Monday, July 02, 2018

It's A Flame War

     Modern voting patterns, that is.  "Vote for crazy, vote for the person who most makes the other side the most angry.  Just don't vote for more of the same old same old."  It explains a lot.

Sunday, July 01, 2018

The Grapevine & the Fox: A Parable

     ...A slightly fractured parable.

     One day a beautiful bunch of grapes hanging from a Grapevine on a tree limb high over a trail saw a Fox approach.  The grapes were ready to burst with juice and the Grapevine longed for them to be eaten.  The Fox stopped and gazed up at the grapes, tongue lolling.

     The Fox was far below, and the Grapevine did its slow, vegetative best to uncoil and drop lower.  The Fox jumped but came far short.  The grapes swayed in the breeze, slowly lowering; the Fox tried a running leap, the grapes kept dropping, but they never came close enough.  The Fox tried and tried, and finally stalked off, head high, tail in the air.

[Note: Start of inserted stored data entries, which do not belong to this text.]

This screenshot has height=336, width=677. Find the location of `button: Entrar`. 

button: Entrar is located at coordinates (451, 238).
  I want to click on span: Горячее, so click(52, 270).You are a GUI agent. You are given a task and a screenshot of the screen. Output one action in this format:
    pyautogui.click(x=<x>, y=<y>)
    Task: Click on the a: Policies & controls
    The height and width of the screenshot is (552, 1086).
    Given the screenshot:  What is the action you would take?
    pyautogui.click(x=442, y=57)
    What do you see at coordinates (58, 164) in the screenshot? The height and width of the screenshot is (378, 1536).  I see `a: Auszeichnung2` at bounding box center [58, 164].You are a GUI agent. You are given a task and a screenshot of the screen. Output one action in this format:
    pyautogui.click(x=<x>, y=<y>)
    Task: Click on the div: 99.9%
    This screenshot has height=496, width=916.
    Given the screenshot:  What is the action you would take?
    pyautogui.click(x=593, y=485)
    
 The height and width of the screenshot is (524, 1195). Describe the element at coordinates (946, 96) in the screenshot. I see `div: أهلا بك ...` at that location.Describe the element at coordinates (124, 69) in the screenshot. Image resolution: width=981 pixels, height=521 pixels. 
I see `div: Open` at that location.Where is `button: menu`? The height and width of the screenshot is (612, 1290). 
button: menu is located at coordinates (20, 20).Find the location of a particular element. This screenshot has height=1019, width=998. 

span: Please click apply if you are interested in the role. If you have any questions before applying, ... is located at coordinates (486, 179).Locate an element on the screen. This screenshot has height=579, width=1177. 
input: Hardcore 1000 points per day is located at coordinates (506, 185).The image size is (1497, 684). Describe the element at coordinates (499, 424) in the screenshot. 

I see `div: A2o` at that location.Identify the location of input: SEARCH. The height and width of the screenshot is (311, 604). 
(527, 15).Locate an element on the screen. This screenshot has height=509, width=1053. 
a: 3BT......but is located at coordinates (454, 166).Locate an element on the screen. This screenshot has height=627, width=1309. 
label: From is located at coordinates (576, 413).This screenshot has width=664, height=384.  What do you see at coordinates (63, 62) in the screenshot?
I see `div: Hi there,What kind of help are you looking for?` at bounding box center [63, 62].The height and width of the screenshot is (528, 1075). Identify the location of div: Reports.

     The Grapevine looked after the Fox in disgust.

     "What an idiot I have been, wearing myself out to try to get a toothless old fox to eat my lovely ripe grapes and scatter the seeds.  Foxes don't even like grapes."

     And it coiled itself back up, slowly and scornfully.

     There are many who pretend to despise that which is beyond their reach.